Online-to-offline platform Sendoso raises $40M after growing 330% in 2019

Email is garbage and we’re all buried in the stuff. Actually getting someone’s attention given the constraints that digital missives present is difficult. How do you snag someone’s eye when the Internet Age’s key communication channel is a mess?

One option is to skip the inbox altogether and send something physical instead. That’s where a startup called Sendoso comes in. The company, flush today with $40 million in new capital from a Series B led by Oak HC/FT Partners (the HC/FT bit stands for healthcare and fintech), is accelerating its build-out of what it calls a “sending platform” to help people get noticed by others when they deem it necessary.

TechCrunch covered the company’s Series A in early 2019, when it raised $10.7 million. Sendoso has now raised north of $54 million during its life as a private company.

In an interview with TechCrunch, Sendoso CEO Kris Rudeegraap said that his company raised $40 million in a single round after having raised less than $15 million previously because it “nailed product-market fit.” Because of this, the Series B was “a very competitive round,” according to Rudeegraap, who added that the funding event was “oversubscribed in terms of interest.”

The startup also said it grew total revenue by 330 percent in 2019, compared to its 2018 result.

All that growth is impressive, but what does Sendoso do, exactly? It’s a technology company with a large real-world footprint, which is why it’s a bit hard to describe. In practical terms, the company’s software helps customers “incorporate digital and physical sending strategies” to better attract attention, according to Rudeegraap.

As TechCrunch detailed during the company’s Series A, the CEO previously worked in sales, where he began to branch out his communications strategy into sending corporate swag, handwritten notes and the like to prospective clients. The effort proved successful, he told TechCrunch, but was time-consuming.

Sendoso is the productized version of Rudeegraap’s former sales methods. It calls its service a “sending platform,” noting on its website that it can send pretty much anything through its systems, including perishables. The company framed its market proposition in a release this morning as a way to “incorporate digital and physical sending strategies into their go-to-market programs.”

The company builds software connecting customers to its own services, its services to customer CRM tooling and both to its warehouses to assist with the mailing of personalized items to teams and prospective clients.

It’s not hard to wonder if the company might branch out a bit in time — after all, it is building relationships with companies of all sorts and it has shipping experience and a growing warehouse footprint. What else might it send in time?

Today, however, Sendoso appears focused on companies sending other companies gifts and items, often personalized. Sales is a big world. Powering sales is a big market. Let’s see if Sendoso can put up three-figure revenue growth again in 2020.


- **WORK ORDER**: Every line of the records below that holds the word "curve" should be copied out.
_ _ _ _
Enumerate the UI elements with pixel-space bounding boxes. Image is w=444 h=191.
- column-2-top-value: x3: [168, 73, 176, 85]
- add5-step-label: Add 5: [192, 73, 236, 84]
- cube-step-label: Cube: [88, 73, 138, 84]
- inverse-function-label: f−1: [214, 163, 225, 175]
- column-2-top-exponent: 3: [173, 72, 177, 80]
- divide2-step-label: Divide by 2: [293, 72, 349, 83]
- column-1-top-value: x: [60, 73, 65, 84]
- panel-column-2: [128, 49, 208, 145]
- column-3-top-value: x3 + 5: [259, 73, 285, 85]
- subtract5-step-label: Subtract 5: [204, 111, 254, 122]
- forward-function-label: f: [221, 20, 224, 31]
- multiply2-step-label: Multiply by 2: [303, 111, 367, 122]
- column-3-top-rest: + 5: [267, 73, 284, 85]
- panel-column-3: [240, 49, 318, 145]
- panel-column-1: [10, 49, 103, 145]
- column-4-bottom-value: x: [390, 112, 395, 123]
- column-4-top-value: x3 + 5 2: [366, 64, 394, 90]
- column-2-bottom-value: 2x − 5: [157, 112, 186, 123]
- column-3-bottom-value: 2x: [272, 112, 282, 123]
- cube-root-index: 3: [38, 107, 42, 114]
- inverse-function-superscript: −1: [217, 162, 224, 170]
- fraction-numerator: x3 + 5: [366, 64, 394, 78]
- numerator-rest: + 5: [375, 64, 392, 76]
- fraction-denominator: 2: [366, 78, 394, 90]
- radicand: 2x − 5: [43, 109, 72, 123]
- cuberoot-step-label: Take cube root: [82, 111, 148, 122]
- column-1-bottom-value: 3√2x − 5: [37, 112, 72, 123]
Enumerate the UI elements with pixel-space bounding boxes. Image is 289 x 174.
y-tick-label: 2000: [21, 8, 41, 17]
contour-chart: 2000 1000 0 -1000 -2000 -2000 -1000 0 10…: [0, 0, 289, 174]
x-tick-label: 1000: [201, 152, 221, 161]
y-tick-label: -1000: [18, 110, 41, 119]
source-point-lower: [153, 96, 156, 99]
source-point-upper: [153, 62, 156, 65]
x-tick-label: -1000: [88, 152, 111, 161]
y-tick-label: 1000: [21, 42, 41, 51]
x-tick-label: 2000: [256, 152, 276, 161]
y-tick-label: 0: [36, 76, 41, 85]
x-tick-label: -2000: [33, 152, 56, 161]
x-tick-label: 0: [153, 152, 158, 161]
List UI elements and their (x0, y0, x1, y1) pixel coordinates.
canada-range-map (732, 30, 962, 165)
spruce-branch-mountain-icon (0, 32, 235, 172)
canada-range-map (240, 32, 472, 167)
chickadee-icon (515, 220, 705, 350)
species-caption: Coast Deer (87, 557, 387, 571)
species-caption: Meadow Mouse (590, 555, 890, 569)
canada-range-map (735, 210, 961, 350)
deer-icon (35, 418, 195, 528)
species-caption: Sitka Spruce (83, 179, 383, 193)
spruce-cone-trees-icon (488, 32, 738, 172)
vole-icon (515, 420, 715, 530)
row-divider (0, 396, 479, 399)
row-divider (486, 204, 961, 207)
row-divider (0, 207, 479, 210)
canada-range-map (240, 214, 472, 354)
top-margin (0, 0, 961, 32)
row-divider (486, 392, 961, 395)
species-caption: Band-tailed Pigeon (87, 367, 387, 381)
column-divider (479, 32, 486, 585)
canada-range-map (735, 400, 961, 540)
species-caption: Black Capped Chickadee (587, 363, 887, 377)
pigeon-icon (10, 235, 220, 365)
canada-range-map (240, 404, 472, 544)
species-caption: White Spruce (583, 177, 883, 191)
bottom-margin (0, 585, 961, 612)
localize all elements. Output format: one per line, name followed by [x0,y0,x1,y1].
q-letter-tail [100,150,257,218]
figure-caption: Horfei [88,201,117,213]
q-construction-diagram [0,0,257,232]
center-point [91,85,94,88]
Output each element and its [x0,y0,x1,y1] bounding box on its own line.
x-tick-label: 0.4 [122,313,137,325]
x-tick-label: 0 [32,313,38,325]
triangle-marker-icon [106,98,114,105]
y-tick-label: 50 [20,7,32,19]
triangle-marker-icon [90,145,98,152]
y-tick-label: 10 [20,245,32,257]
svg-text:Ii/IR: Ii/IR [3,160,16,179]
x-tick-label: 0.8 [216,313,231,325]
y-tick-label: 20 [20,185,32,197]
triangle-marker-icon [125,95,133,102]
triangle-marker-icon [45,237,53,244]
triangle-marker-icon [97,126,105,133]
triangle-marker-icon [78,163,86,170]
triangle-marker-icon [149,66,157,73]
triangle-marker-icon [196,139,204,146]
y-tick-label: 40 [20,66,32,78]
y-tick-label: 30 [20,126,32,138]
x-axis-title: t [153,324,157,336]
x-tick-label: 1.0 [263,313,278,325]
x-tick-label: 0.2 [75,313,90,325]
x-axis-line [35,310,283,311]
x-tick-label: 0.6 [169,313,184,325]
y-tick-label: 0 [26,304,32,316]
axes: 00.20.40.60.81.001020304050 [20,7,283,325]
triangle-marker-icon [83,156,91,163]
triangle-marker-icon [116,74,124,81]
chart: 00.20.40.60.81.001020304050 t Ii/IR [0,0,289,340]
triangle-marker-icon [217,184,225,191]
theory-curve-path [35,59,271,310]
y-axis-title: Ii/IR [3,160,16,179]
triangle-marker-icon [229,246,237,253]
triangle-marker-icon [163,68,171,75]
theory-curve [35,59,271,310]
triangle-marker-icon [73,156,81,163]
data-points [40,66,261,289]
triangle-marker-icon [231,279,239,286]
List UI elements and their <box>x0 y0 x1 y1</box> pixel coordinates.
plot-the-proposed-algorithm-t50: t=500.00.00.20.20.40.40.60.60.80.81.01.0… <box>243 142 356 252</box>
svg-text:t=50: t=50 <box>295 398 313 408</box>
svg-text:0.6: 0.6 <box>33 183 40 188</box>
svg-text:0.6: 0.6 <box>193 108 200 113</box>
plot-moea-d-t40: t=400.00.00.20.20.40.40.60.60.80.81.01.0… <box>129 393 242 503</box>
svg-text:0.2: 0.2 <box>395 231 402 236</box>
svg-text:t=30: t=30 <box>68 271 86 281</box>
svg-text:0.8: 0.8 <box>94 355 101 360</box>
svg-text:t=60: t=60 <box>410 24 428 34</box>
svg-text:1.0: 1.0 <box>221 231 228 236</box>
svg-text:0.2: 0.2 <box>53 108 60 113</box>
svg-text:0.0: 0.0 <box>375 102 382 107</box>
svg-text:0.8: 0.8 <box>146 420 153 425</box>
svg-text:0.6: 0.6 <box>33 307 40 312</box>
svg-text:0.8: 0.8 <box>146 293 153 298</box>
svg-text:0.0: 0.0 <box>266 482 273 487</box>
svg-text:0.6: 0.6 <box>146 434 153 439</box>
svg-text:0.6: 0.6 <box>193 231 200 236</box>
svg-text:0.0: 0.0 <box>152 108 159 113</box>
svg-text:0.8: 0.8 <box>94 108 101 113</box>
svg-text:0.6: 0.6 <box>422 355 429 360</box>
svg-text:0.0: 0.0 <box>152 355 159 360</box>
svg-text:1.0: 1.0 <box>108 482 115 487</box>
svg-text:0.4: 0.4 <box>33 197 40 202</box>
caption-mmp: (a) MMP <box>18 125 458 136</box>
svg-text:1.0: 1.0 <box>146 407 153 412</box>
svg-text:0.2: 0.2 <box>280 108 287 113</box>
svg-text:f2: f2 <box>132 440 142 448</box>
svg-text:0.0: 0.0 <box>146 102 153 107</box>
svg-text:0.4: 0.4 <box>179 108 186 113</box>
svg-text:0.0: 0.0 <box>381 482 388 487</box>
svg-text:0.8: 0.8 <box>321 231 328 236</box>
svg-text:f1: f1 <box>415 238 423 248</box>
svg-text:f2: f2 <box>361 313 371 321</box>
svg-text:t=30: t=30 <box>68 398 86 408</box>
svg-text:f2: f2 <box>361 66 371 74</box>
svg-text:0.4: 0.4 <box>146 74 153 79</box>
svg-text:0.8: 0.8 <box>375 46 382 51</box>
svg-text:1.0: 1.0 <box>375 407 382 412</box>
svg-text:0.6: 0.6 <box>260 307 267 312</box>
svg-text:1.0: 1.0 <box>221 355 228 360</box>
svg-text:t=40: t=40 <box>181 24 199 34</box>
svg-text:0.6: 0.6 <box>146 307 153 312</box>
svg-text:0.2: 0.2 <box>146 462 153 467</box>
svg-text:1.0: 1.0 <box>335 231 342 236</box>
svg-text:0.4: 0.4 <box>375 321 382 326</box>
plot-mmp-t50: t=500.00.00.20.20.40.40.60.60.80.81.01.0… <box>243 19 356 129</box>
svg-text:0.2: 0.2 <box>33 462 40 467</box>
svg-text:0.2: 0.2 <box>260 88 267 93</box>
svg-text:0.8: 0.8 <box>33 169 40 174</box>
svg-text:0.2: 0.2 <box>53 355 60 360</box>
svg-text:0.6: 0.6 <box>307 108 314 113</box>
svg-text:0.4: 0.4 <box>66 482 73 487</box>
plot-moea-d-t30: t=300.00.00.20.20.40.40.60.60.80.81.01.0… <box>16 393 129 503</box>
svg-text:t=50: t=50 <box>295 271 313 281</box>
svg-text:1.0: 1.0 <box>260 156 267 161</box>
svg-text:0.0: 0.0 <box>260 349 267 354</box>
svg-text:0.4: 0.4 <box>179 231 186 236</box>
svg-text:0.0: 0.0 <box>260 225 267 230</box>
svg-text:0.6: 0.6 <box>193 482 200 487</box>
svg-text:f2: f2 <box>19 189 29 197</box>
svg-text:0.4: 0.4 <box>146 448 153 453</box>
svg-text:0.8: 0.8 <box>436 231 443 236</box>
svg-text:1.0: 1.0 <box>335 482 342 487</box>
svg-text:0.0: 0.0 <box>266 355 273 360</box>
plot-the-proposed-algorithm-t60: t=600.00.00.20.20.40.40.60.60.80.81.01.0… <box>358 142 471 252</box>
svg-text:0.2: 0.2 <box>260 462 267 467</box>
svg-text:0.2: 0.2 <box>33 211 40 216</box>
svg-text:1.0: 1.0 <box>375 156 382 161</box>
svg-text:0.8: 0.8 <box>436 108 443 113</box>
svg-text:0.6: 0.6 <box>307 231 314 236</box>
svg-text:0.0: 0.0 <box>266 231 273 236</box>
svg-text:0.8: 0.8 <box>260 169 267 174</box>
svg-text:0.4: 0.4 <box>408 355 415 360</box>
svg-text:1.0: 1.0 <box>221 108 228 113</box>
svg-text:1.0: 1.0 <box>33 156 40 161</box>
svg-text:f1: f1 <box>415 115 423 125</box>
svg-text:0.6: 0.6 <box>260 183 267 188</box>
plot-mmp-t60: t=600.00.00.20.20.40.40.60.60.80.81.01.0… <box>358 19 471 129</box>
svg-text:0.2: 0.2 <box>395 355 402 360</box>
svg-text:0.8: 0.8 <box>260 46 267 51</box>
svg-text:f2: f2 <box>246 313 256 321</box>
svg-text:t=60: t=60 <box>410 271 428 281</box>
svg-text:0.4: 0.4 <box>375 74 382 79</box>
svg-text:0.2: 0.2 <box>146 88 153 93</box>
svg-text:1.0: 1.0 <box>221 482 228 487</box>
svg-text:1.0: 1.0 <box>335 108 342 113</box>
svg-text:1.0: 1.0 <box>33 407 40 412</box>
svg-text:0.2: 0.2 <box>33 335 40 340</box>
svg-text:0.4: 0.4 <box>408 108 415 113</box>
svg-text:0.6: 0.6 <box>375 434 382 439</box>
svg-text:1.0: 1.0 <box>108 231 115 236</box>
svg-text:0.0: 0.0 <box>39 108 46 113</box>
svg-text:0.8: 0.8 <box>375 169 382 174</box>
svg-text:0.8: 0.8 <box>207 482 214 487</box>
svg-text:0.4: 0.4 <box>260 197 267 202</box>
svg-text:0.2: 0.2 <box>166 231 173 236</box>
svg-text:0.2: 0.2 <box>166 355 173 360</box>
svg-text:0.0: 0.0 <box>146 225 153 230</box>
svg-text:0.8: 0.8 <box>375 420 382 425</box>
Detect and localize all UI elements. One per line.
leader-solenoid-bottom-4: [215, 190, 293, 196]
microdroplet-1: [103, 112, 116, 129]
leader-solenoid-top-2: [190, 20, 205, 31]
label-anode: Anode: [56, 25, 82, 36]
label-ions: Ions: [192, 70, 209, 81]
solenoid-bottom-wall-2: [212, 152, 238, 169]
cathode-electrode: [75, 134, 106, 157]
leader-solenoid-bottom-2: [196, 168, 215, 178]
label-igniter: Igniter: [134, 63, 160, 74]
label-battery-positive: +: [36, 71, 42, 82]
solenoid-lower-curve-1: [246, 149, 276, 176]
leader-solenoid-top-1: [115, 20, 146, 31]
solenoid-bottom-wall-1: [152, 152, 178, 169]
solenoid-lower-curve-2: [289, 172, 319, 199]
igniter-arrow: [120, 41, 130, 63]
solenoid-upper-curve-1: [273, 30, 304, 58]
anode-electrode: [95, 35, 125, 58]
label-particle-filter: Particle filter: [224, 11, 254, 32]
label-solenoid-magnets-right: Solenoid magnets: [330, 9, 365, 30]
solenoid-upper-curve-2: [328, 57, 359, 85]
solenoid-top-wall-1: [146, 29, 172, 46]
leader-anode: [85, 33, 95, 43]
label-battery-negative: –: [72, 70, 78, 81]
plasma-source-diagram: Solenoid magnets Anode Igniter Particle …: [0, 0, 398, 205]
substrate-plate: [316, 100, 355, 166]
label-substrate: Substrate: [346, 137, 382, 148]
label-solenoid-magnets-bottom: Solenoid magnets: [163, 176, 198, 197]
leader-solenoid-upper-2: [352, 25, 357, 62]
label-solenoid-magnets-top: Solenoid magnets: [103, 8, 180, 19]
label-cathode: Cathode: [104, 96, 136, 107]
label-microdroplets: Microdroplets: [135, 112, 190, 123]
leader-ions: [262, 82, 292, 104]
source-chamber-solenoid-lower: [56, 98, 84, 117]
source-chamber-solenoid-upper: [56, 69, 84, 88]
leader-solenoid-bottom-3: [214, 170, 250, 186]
_ _ _ _
- **TASK ANSWER**:
theory-curve-path [35,59,271,310]
theory-curve [35,59,271,310]
solenoid-lower-curve-1: [246, 149, 276, 176]
solenoid-lower-curve-2: [289, 172, 319, 199]
solenoid-upper-curve-1: [273, 30, 304, 58]
solenoid-upper-curve-2: [328, 57, 359, 85]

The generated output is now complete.